- The Baseball Hall of Fame will welcome Ichiro Suzuki, CC Sabathia and Billy Wagner
- Suzuki becomes first Japanese-born player elected to the Hall of Fame
- Suzuki’s 99.746% of the vote is tied for second of all time with Derek Jeter

Ichiro Suzuki has made history by becoming the first Japanese-born player to be elected to the National Baseball Hall of Fame. The former Seattle Mariners outfielder will be joined by World Series winning New York Yankees pitcher CC Sabathia and seven-time All Star Billy Wagner.
Suzuki, who spent over a dozen years of his Major League career playing for the Seattle Mariners, received 393 of 394 votes in the Baseball Writers’ Association of America ballots. One more vote would have seen the 10-time MLB All Star (and seven-time NPB All Star in Japan) join Yankees legend Mariano Rivera (of the 2019 class) as the only unanimous selection in Hall of Fame history. As it is, Suzuki will have to settle for being tied for second with five-time World Series champion Derek Jeter (TECHNICALLY Jeter actually received 99.748% of his vote to Suzuki’s 99.746%, but who’s counting?).

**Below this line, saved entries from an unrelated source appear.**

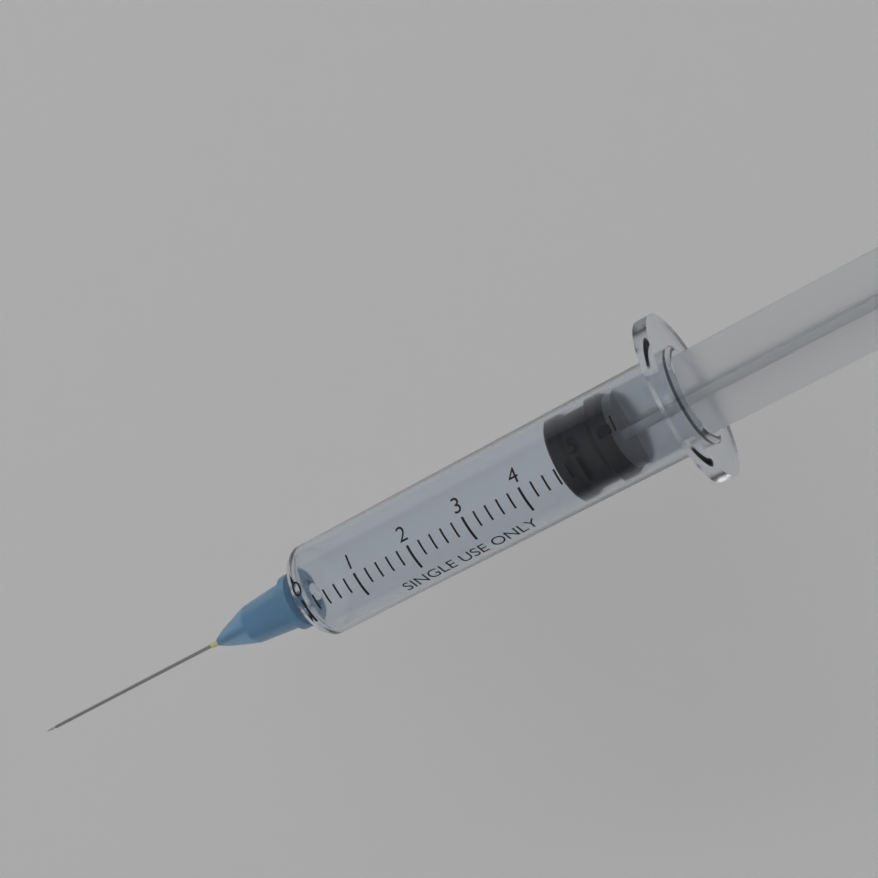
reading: 4.6 ml
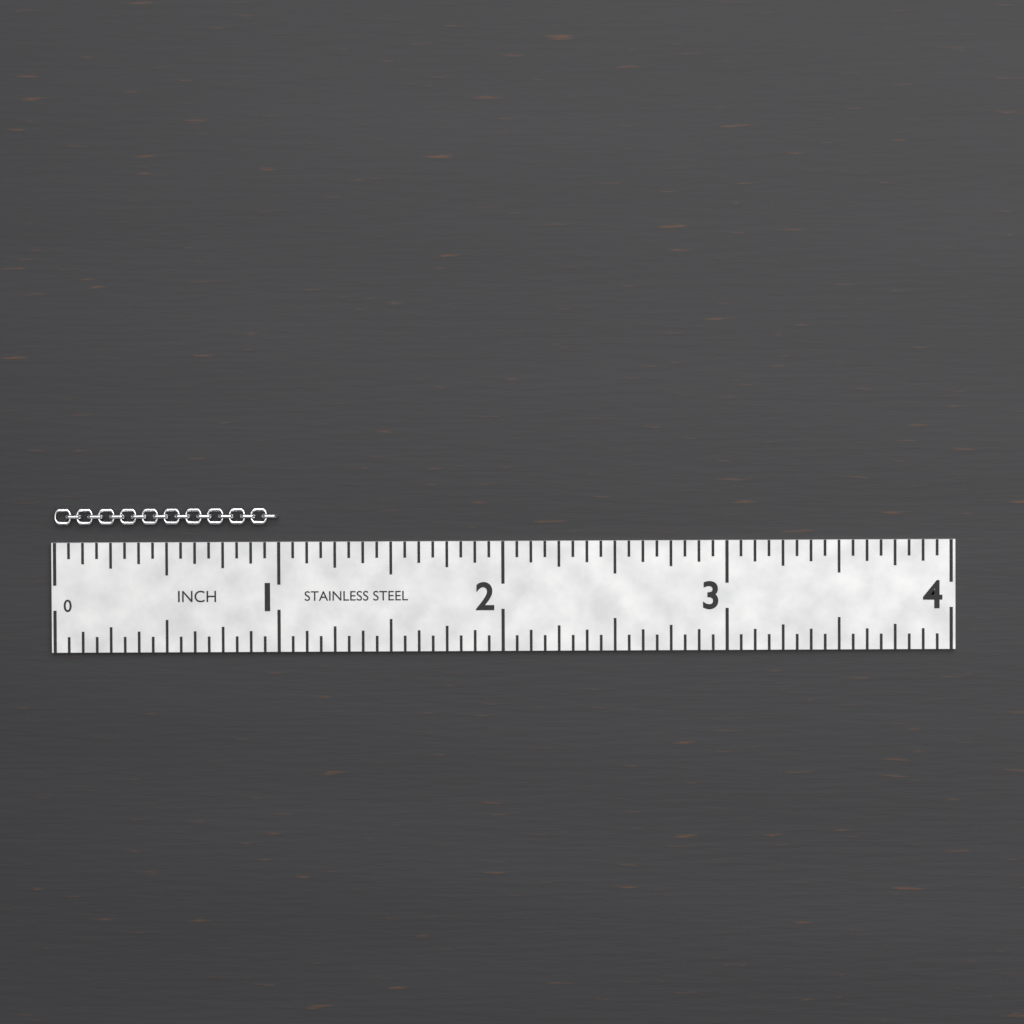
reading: 1.0000 in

Speaking to ESPN, Suzuki said, “I don’t think anybody in this whole world thought that I’d be a Hall of Famer. As a baseball player, this is the highest honor you can achieve.” The Mariners on Tuesday said they would retire Suzuki’s number 51 jersey on August 9. He will become only the third Mariner, after Ken Griffey Jr and Edgar Martinez, to have his number retired.
Sabathia, meanwhile, standing at 6’6 and weighing in at 300 pounds, is the biggest member of the Baseball Hall of Fame, knocking 250 pound Jim Thome off top spot. The former Yankees pitcher retired in 2019 after spending the last 10 years of his career in New York, winning the World Series in his first season at Yankee Stadium. Sabathia would finish second in the AL Rookie of the Year running in 2001, finishing behind a certain Ichiro Suzuki (who also scooped MVP honours in his inaugural season in MLB).

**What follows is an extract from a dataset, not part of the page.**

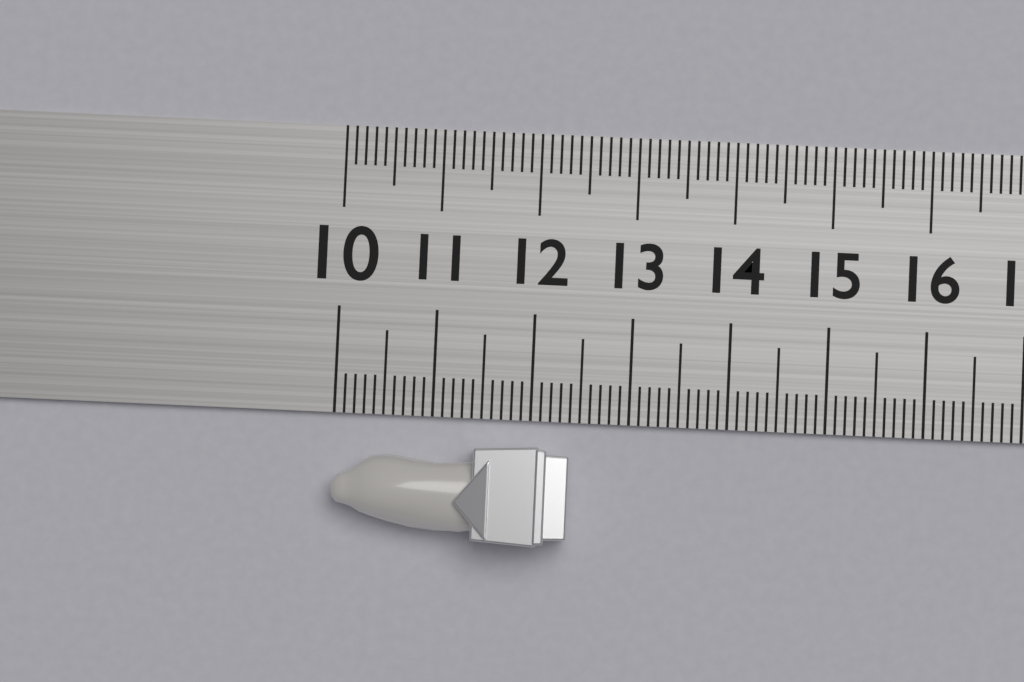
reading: 12.4 (no unit)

With 3,093 career strikeouts, Sabathia is one of only 19 players who can lay claim to over 3,000 career strikeouts, sitting behind only Randy Johnson and Steve Carlton as left-handers in the 3,000 club.
Speaking of applause worthy records, Billy Wagner’s 422 career saves are the eighth most in Major League history. Two hundred and twenty five of those saves would come with the Houston Astros, where Wagner would spend the first eight years of his career (his first full season in the Major Leagues would not arrive until four years after signing with the Astros, however).
Wagner’s performances for the New York Mets in 2006 led the Mets to their first division championship in 18 years and, perhaps most impressively, the Virginia native accomplished a career worthy of the Baseball Hall of Fame after becoming a southpaw only after he broke his right arm playing football as a child.
Suzuki, Sabathia and Wagner will join Dick Allen and Dave Parker – the Contemporary Baseball Era Committee’s selections from December – in Cooperstown for the July 27 induction ceremony at the Clark Sports Center.